The switch from a human to a plant was not easy to cope with. But in just the past few hours, after the clarity that the revelations and my fragmented memories brought, I found it easier to adapt.

The first step was learning to stop thinking as a human. To thrive as a plant, I was learning to think like a plant.

And once I learned, everything became so much easier.

Something stirred to the east. A slithering plant; not large, but fast. A carnivorous creeper with a snapping mouth and spined leaves that thirsted for chlorophyll. I could feel its presence tiptoeing the edge of my domain.

I didn't move. I warned; I told of my presence.

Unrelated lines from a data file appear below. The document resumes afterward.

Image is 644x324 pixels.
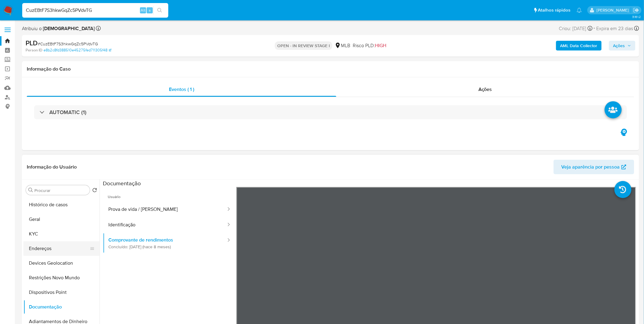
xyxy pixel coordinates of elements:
[169,86,194,93] span: Eventos ( 1 )
[478,86,492,93] span: Ações
[577,8,582,13] a: Notificações
[554,160,634,174] button: Veja aparência por pessoa
[613,41,625,51] span: Ações
[24,197,99,212] button: Histórico de casos
[44,48,111,53] a: e8b2c8fd388510e45275fed711305f48
[24,300,99,314] button: Documentação
[538,7,571,13] span: Atalhos rápidos
[42,25,95,32] b: [DEMOGRAPHIC_DATA]
[275,42,332,50] p: OPEN - IN REVIEW STAGE I
[49,109,87,116] h3: AUTOMATIC (1)
[375,42,386,49] span: HIGH
[140,7,146,13] span: Alt
[353,43,386,49] span: Risco PLD:
[594,24,595,33] span: -
[92,188,97,194] button: Retornar ao pedido padrão
[27,66,634,72] h1: Informação do Caso
[633,7,639,13] a: Sair
[149,7,151,13] span: s
[27,164,77,170] h1: Informação do Usuário
[24,256,99,271] button: Devices Geolocation
[609,41,635,51] button: Ações
[34,188,87,193] input: Procurar
[24,271,99,285] button: Restrições Novo Mundo
[34,105,627,119] div: AUTOMATIC (1)
[22,6,168,14] input: Pesquise usuários ou casos...
[556,41,601,51] button: AML Data Collector
[596,7,631,13] p: igor.silva@mercadolivre.com
[26,48,43,53] b: Person ID
[559,24,593,33] div: Criou: [DATE]
[24,241,95,256] button: Endereços
[335,43,350,49] div: MLB
[38,41,98,47] span: # CuzEBtF7S3hkwGqZc5PVdvTG
[560,41,597,51] b: AML Data Collector
[22,25,95,32] span: Atribuiu o
[24,285,99,300] button: Dispositivos Point
[28,188,33,193] button: Procurar
[561,160,620,174] span: Veja aparência por pessoa
[24,212,99,227] button: Geral
[153,6,166,14] button: search-icon
[26,38,38,48] b: PLD
[24,227,99,241] button: KYC
[596,25,633,32] span: Expira em 23 dias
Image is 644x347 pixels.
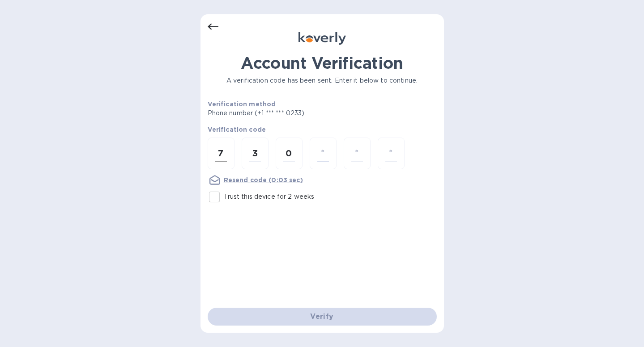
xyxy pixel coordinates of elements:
[208,108,373,118] p: Phone number (+1 *** *** 0233)
[208,54,437,72] h1: Account Verification
[224,177,303,184] u: Resend code (0:03 sec)
[224,192,315,202] p: Trust this device for 2 weeks
[208,101,276,107] b: Verification method
[208,125,437,134] p: Verification code
[208,76,437,85] p: A verification code has been sent. Enter it below to continue.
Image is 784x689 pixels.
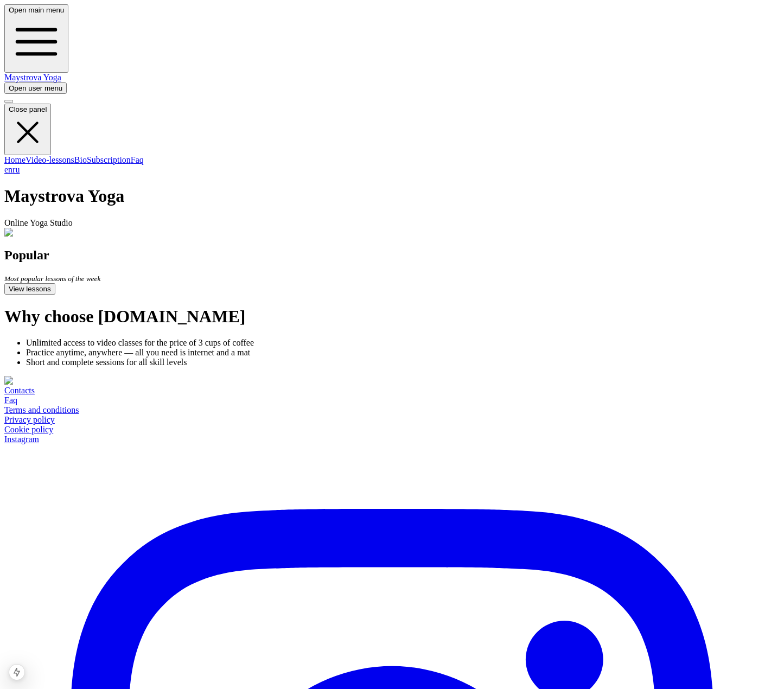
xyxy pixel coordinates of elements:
a: View lessons [4,284,55,293]
a: Bio [75,155,87,165]
li: Practice anytime, anywhere — all you need is internet and a mat [26,348,780,357]
h1: Why choose [DOMAIN_NAME] [4,307,780,327]
i: Most popular lessons of the week [4,275,100,283]
a: Cookie policy [4,425,53,434]
li: Unlimited access to video classes for the price of 3 cups of coffee [26,338,780,348]
a: ru [12,165,20,174]
a: Contacts [4,386,35,395]
img: Why choose maystrova.yoga [4,376,113,386]
li: Short and complete sessions for all skill levels [26,357,780,367]
span: Instagram [4,434,39,444]
button: View lessons [4,283,55,295]
h2: Popular [4,248,780,263]
a: Faq [4,396,17,405]
a: Maystrova Yoga [4,73,61,82]
button: Open user menu [4,83,67,94]
span: Online Yoga Studio [4,218,73,227]
button: Close panel [4,103,51,155]
img: Kate Maystrova [4,228,69,237]
a: Home [4,155,25,165]
a: Terms and conditions [4,406,79,414]
a: Video-lessons [25,155,75,165]
span: Open main menu [9,6,64,14]
a: Subscription [87,155,131,165]
nav: Footer [4,386,780,434]
a: en [4,165,12,174]
span: Close panel [9,105,47,113]
button: Open main menu [4,4,68,73]
h1: Maystrova Yoga [4,186,780,206]
a: Faq [131,155,144,165]
span: Open user menu [9,85,62,93]
a: Privacy policy [4,415,55,424]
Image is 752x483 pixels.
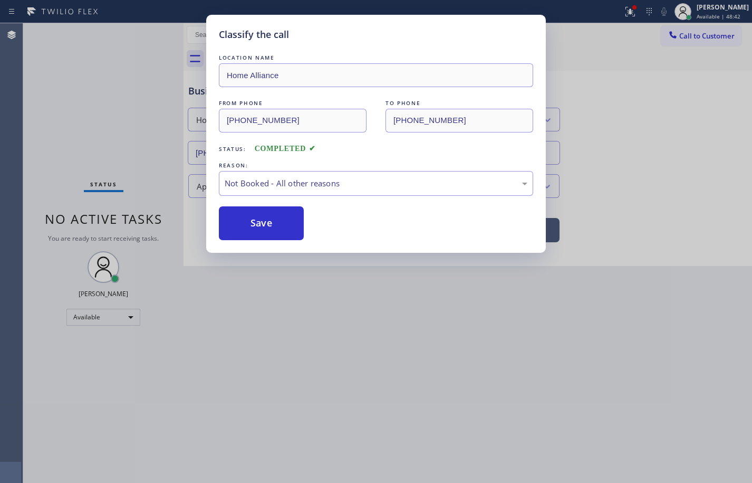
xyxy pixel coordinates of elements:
button: Save [219,206,304,240]
div: FROM PHONE [219,98,367,109]
div: REASON: [219,160,534,171]
div: TO PHONE [386,98,534,109]
div: Not Booked - All other reasons [225,177,528,189]
div: LOCATION NAME [219,52,534,63]
h5: Classify the call [219,27,289,42]
span: Status: [219,145,246,153]
span: COMPLETED [255,145,316,153]
input: From phone [219,109,367,132]
input: To phone [386,109,534,132]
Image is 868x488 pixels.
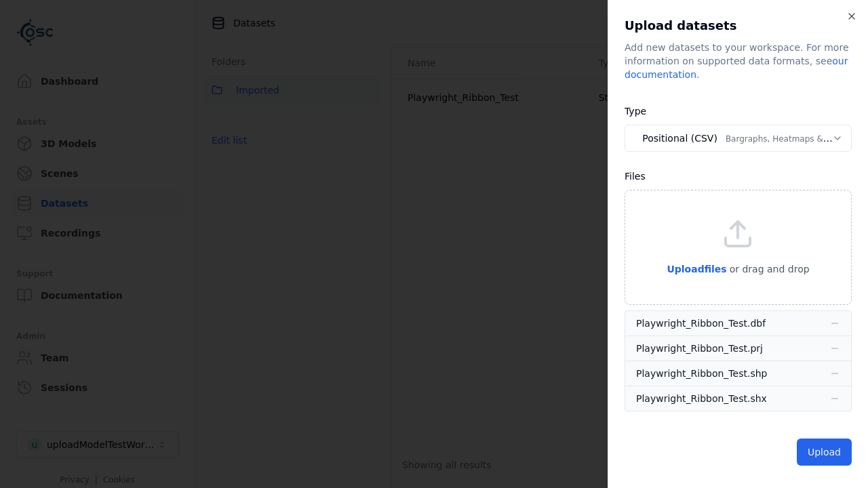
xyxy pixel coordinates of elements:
div: Add new datasets to your workspace. For more information on supported data formats, see . [625,41,852,81]
p: or drag and drop [727,261,809,277]
div: Playwright_Ribbon_Test.prj [636,341,763,355]
div: Playwright_Ribbon_Test.shx [636,391,767,405]
div: Playwright_Ribbon_Test.dbf [636,316,765,330]
span: Upload files [666,263,726,274]
label: Type [625,106,646,117]
label: Files [625,170,645,182]
div: Playwright_Ribbon_Test.shp [636,367,767,380]
h2: Upload datasets [625,16,852,35]
button: Upload [797,438,852,466]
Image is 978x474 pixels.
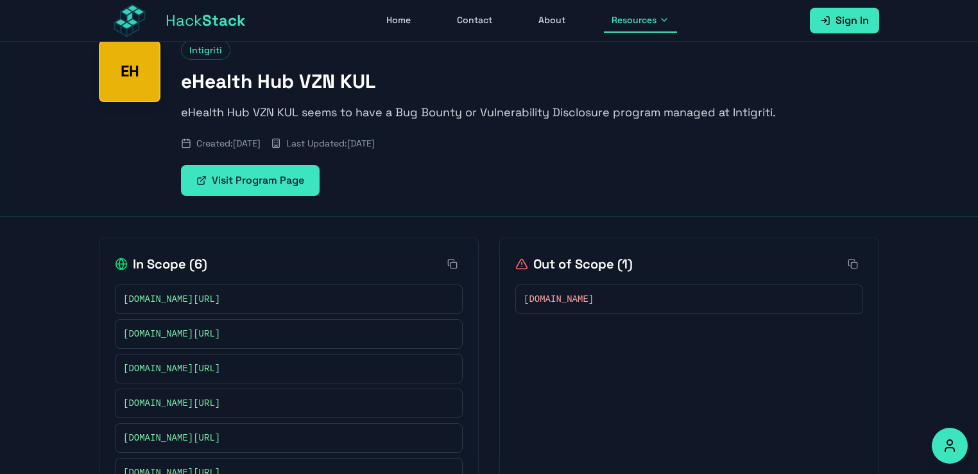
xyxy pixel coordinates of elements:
a: Sign In [810,8,879,33]
button: Resources [604,8,677,33]
span: [DOMAIN_NAME] [524,293,594,305]
h2: In Scope ( 6 ) [115,255,207,273]
p: eHealth Hub VZN KUL seems to have a Bug Bounty or Vulnerability Disclosure program managed at Int... [181,103,879,121]
span: [DOMAIN_NAME][URL] [123,397,220,409]
a: About [531,8,573,33]
span: Sign In [836,13,869,28]
a: Visit Program Page [181,165,320,196]
span: Resources [612,13,657,26]
button: Copy all in-scope items [442,253,463,274]
button: Copy all out-of-scope items [843,253,863,274]
a: Contact [449,8,500,33]
span: Created: [DATE] [196,137,261,150]
a: Home [379,8,418,33]
span: Hack [166,10,246,31]
span: Last Updated: [DATE] [286,137,375,150]
span: [DOMAIN_NAME][URL] [123,431,220,444]
span: [DOMAIN_NAME][URL] [123,362,220,375]
span: Intigriti [181,40,230,60]
h1: eHealth Hub VZN KUL [181,70,879,93]
button: Accessibility Options [932,427,968,463]
h2: Out of Scope ( 1 ) [515,255,633,273]
span: Stack [202,10,246,30]
span: [DOMAIN_NAME][URL] [123,327,220,340]
div: eHealth Hub VZN KUL [99,40,160,102]
span: [DOMAIN_NAME][URL] [123,293,220,305]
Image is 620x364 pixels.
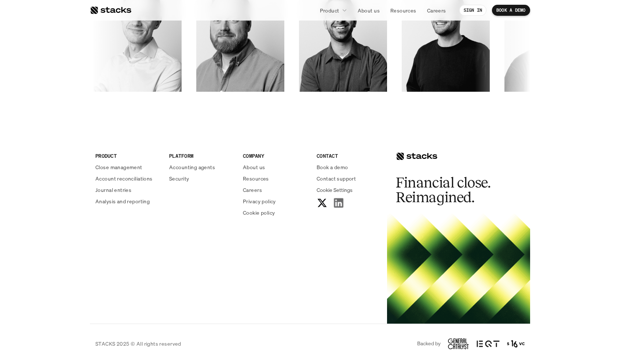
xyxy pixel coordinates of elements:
p: BOOK A DEMO [496,8,526,13]
span: Cookie Settings [317,186,352,194]
p: Close management [96,163,142,171]
a: Resources [386,3,421,17]
a: About us [243,163,307,171]
a: Privacy policy [243,197,307,205]
a: Journal entries [96,186,160,194]
a: Security [169,174,234,182]
a: Careers [243,186,307,194]
p: Resources [390,7,417,14]
p: STACKS 2025 © All rights reserved [96,339,181,347]
p: Accounting agents [169,163,215,171]
p: Cookie policy [243,208,274,217]
a: Accounting agents [169,163,234,171]
a: Account reconciliations [96,174,160,182]
a: SIGN IN [459,5,487,16]
p: Contact support [317,174,356,182]
p: Careers [427,7,446,14]
a: Analysis and reporting [96,197,160,205]
p: Backed by [418,340,440,346]
p: Resources [243,174,269,182]
p: Account reconciliations [96,174,152,182]
p: PRODUCT [96,152,160,159]
p: Journal entries [96,186,131,194]
p: Book a demo [317,163,348,171]
p: About us [243,163,265,171]
a: About us [353,3,385,17]
a: Cookie policy [243,208,307,217]
p: PLATFORM [169,152,234,159]
p: Product [320,7,340,14]
a: Careers [423,3,451,17]
a: BOOK A DEMO [492,5,530,16]
a: Close management [96,163,160,171]
p: Careers [243,186,262,194]
p: Analysis and reporting [96,197,150,205]
button: Cookie Trigger [317,186,352,194]
a: Resources [243,174,307,182]
p: SIGN IN [464,8,483,13]
p: About us [357,7,379,14]
p: Security [169,174,189,182]
p: COMPANY [243,152,307,159]
p: Privacy policy [243,197,276,205]
h2: Financial close. Reimagined. [396,175,506,205]
a: Contact support [317,174,382,182]
p: CONTACT [317,152,382,159]
a: Book a demo [317,163,382,171]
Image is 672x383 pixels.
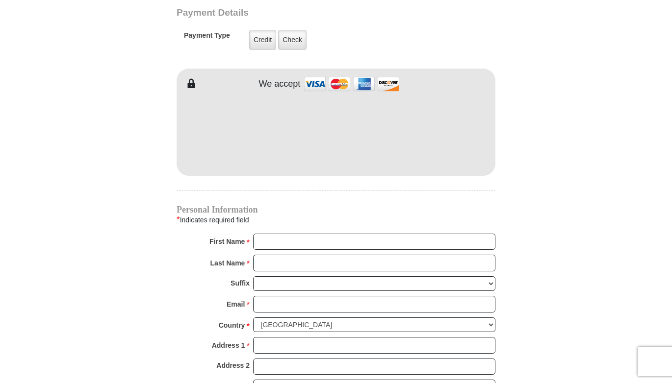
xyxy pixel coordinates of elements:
[209,235,245,249] strong: First Name
[210,256,245,270] strong: Last Name
[226,298,245,311] strong: Email
[176,206,495,214] h4: Personal Information
[184,31,230,45] h5: Payment Type
[230,276,249,290] strong: Suffix
[302,74,400,95] img: credit cards accepted
[176,7,426,19] h3: Payment Details
[212,339,245,352] strong: Address 1
[176,214,495,226] div: Indicates required field
[259,79,300,90] h4: We accept
[219,319,245,332] strong: Country
[249,30,276,50] label: Credit
[278,30,306,50] label: Check
[216,359,249,373] strong: Address 2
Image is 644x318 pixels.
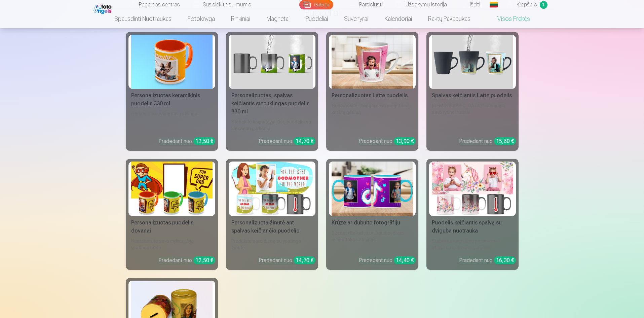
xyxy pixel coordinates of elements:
[495,137,516,145] div: 15,60 €
[259,257,316,264] div: Pradedant nuo
[180,9,223,28] a: Fotoknyga
[336,9,377,28] a: Suvenyrai
[430,238,516,251] div: Stebėkite kaip Jūsų prisiminimai atgyja su kiekvienu gurgšniu
[229,238,316,251] div: Pradėkite savo dieną su ypatinga žinute
[226,32,319,151] a: Personalizuotas, spalvas keičiantis stebuklingas puodelis 330 mlPersonalizuotas, spalvas keičiant...
[226,159,319,270] a: Personalizuota žinutė ant spalvas keičiančio puodelioPersonalizuota žinutė ant spalvas keičiančio...
[331,162,413,216] img: Krūze ar dubulto fotogrāfiju
[479,9,538,28] a: Visos prekės
[294,137,316,145] div: 14,70 €
[193,137,215,145] div: 12,50 €
[329,219,416,227] div: Krūze ar dubulto fotogrāfiju
[427,159,519,270] a: Puodelis keičiantis spalvą su dviguba nuotraukaPuodelis keičiantis spalvą su dviguba nuotraukaSte...
[193,257,215,264] div: 12,50 €
[359,137,416,146] div: Pradedant nuo
[495,257,516,264] div: 16,30 €
[128,110,215,132] div: Gerkite savo rytinę kavą stilingai
[297,9,336,28] a: Puodeliai
[377,9,421,28] a: Kalendoriai
[459,257,516,264] div: Pradedant nuo
[430,102,516,132] div: [DEMOGRAPHIC_DATA] linksmumo savo rytinei rutinai
[430,219,516,235] div: Puodelis keičiantis spalvą su dviguba nuotrauka
[159,137,215,146] div: Pradedant nuo
[394,257,416,264] div: 14,40 €
[229,91,316,116] div: Personalizuotas, spalvas keičiantis stebuklingas puodelis 330 ml
[432,35,513,89] img: Spalvas keičiantis Latte puodelis
[232,162,313,216] img: Personalizuota žinutė ant spalvas keičiančio puodelio
[223,9,258,28] a: Rinkiniai
[394,137,416,145] div: 13,90 €
[93,3,113,14] img: /fa2
[128,219,215,235] div: Personalizuotas puodelis dovanai
[258,9,297,28] a: Magnetai
[229,119,316,132] div: Stebėkite kaip atgyja jūsų puodelis su kiekvienu gurkšniu
[326,159,418,270] a: Krūze ar dubulto fotogrāfijuKrūze ar dubulto fotogrāfijuDzeriet rīta kafiju un baudiet divas ieci...
[294,257,316,264] div: 14,70 €
[131,162,213,216] img: Personalizuotas puodelis dovanai
[131,35,213,89] img: Personalizuotas keramikinis puodelis 330 ml
[517,1,538,9] span: Krepšelis
[159,257,215,264] div: Pradedant nuo
[126,159,218,270] a: Personalizuotas puodelis dovanaiPersonalizuotas puodelis dovanaiNustebinkite savo mylimąjį/ąją yp...
[540,1,548,9] span: 1
[359,257,416,264] div: Pradedant nuo
[128,91,215,108] div: Personalizuotas keramikinis puodelis 330 ml
[126,32,218,151] a: Personalizuotas keramikinis puodelis 330 ml Personalizuotas keramikinis puodelis 330 mlGerkite sa...
[329,102,416,132] div: Gurkšnokite stilingai savo mėgstamą karštą gėrimą
[432,162,513,216] img: Puodelis keičiantis spalvą su dviguba nuotrauka
[421,9,479,28] a: Raktų pakabukas
[329,91,416,100] div: Personalizuotas Latte puodelis
[259,137,316,146] div: Pradedant nuo
[229,219,316,235] div: Personalizuota žinutė ant spalvas keičiančio puodelio
[329,230,416,251] div: Dzeriet rīta kafiju un baudiet divas iecienītākās atmiņas
[331,35,413,89] img: Personalizuotas Latte puodelis
[459,137,516,146] div: Pradedant nuo
[427,32,519,151] a: Spalvas keičiantis Latte puodelisSpalvas keičiantis Latte puodelis[DEMOGRAPHIC_DATA] linksmumo sa...
[106,9,180,28] a: Spausdinti nuotraukas
[326,32,418,151] a: Personalizuotas Latte puodelisPersonalizuotas Latte puodelisGurkšnokite stilingai savo mėgstamą k...
[128,238,215,251] div: Nustebinkite savo mylimąjį/ąją ypatingu būdu
[232,35,313,89] img: Personalizuotas, spalvas keičiantis stebuklingas puodelis 330 ml
[430,91,516,100] div: Spalvas keičiantis Latte puodelis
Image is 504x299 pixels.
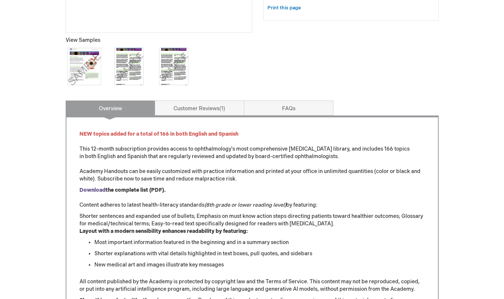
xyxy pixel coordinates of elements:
strong: Layout with a modern sensibility enhances readability by featuring: [79,228,248,234]
a: Print this page [268,3,301,13]
a: FAQs [244,100,334,115]
a: Overview [66,100,155,115]
p: View Samples [66,37,252,44]
font: NEW topics added for a total of 166 in both English and Spanish [79,131,238,137]
img: Click to view [155,48,193,85]
li: Shorter explanations with vital details highlighted in text boxes, pull quotes, and sidebars [94,250,425,257]
p: Content adheres to latest health-literacy standards by featuring: [79,186,425,209]
p: All content published by the Academy is protected by copyright law and the Terms of Service. This... [79,278,425,293]
em: (8th grade or lower reading level) [205,202,286,208]
li: New medical art and images illustrate key messages [94,261,425,268]
li: Most important information featured in the beginning and in a summary section [94,238,425,246]
a: Download [79,187,106,193]
p: This 12-month subscription provides access to ophthalmology's most comprehensive [MEDICAL_DATA] l... [79,130,425,182]
strong: the complete list (PDF). [106,187,166,193]
a: Customer Reviews1 [155,100,244,115]
img: Click to view [110,48,148,85]
span: 1 [219,105,225,112]
img: Click to view [66,48,103,85]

A pulse, invisible to most, flared outward from my core. It wasn't sound, wasn't light, just an assertion of presence, of authority. That I was here. That I ruled here.

And the creeper stopped.

I felt it, its hesitation. Its fear. It's primitive recognition that to enter my territory would be to die.

It slithered away.

A laugh escaped me; quiet, almost bitter.

'That's right,' I whispered in my mind. 'Run'.

Not because I wanted peace. But because I would decide when blood is spilled, and I would spill it on my terms.

That is the convenience of power.

Hours later…

A minor beast clawed its way into my domain. Six-legged, carapaced; a scavenger plant-animal hybrid. This time, I chose to engage.

The thorned vines at the edges of my territory responded without hesitation; piercing, dragging, feeding.

Another kill. Another piece. Another evolutionary fragment.

My body shuddered. Not in pain, but in growth.

A hint of something ancient stirred in my mind; an instinct not yet mine. Eyes… many eyes… watching through leaves… no, through insects?

It vanished before I could grasp it. But it had left a mark.

I think I understood what was happening.

The next evolution was coming. I could feel it scratching at the horizon of my being.

I sat near the center of my domain, silent again, tendrils of sensory vines splayed out like antennae; thinking, planning.

There was more. I knew it now. Territory was survival, but also power. And that power came with milestones. My guess is that at 50 square meters, I would cross a threshold and something else waited there.

I had felt it. A flicker in the distance. Not flora, not beast, not like me.

Someone else was here.

A survivor.

A potential ally. Or a rival.

Either way, they'd become part of my story. My kingdom.

But first, I needed to survive. Fight, hunt, feed, and grow. Not just myself, but also to grow my territory.

My roots itched for conquest.

The world had tried to erase me, tossing me into this verdant hell like discarded meat. But I would become something more.

A sovereign of thorns.

A king.

And when I finally return to Earth, I'll show them what it means to crawl back from hell with a crown on your skull and blood in your wake.

Let the world burn.

I will bloom from its ashes.

Before doing anything else though, a sudden thought crossed my mind.